I wished things could be normal. I wished this world would stop coming and going. I realized my window was open, that I was absentmindedly counting the crows in the big oak tree outside, and I pictured the way it looked when I saw it in Marbury—burned, hollow, dead.

“Six more days.”

I could picture the smile on her face when she said that.

And she said, “What’s the first thing you’d like to do when you come back?”

When I come back.

I nervously cleared my throat again. “I’ll think of something.”

She laughed. “Jack.”

Then I heard it.

And Nickie said, “Do you remember this?”

Roll.

Tap.

Tap.

Tap.

The horse.

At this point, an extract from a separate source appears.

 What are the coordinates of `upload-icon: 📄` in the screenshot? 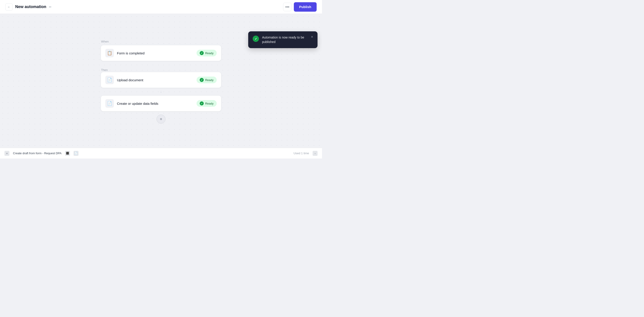 It's located at (110, 80).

It was a little wooden toy that Seth Mansfield had carved as a gift for Hannah—the girl he loved—more than a hundred years ago. The horse just appeared one night in Nickie’s bedroom, and she’d assumed I left it for her.

Because I loved her, too.

That’s how shit happened in between here—or wherever I was—and Marbury: Things just came and went, popped in, popped out. No questions, no explanations. Just like the little wooden toy horse that meant Seth was around somewhere.

Nickie must have been playing with it. But when I heard the sound, I saw a flash—Seth standing just inside my window. I blinked and he was gone. I got up from my bed and looked outside.

Just crows.

“It’s the horse,” I said.

“I can’t wait to see you again, Jack. I think I’ve become even more fond of you since you’ve been away.”

“I love you, Nickie.”

And as I looked out my window, I saw a black BMW pull up and park right behind my truck. Dr. Enbody.

I guess he had nothing to do at two in the afternoon.

Shit.

“Ander’s here. Can you hear him telling you hello? We were watching some terribly long German movie and he played translator for me. He’s quite good at German, although I think he made bits up.”

Ander was Nickie’s younger brother.

She laughed.

“Tell him I still have the shirt he loaned me. I’ll bring it with me when I come back next week.”

“I can’t wait. I love you, Jack.”

“Nickie? Remember what we talked about? I’m seeing a doctor today.”

It was another lie. I wasn’t seeing a doctor. He was seeing me. And I wasn’t seeing the kind of doctor Nickie wanted me to see, one who could straighten out the bends in my brain. Dr. Nobody had no idea just how fucked up this kid patient of his really was. He had no clue where to even begin looking.

Nickie didn’t say anything. I could hear her breathing, could sense that she was trying to think of what, exactly, would be the right thing to say to me.

“You’re brave, Jack.”

“He’s here right now.”

“Oh.”

“Nickie? Let me hear it again. The horse, I mean.”

“You’re funny.”

Roll.

Tap. Tap. Tap.

The crows went silent.

Seth stood in the shade beneath the oak.

Then he was gone.

Something was wrong.

Footsteps outside.

“I better go. The doctor’s coming.”

“Call me after. If you want to tell me about it.”

I don’t want to tell anybody about anything.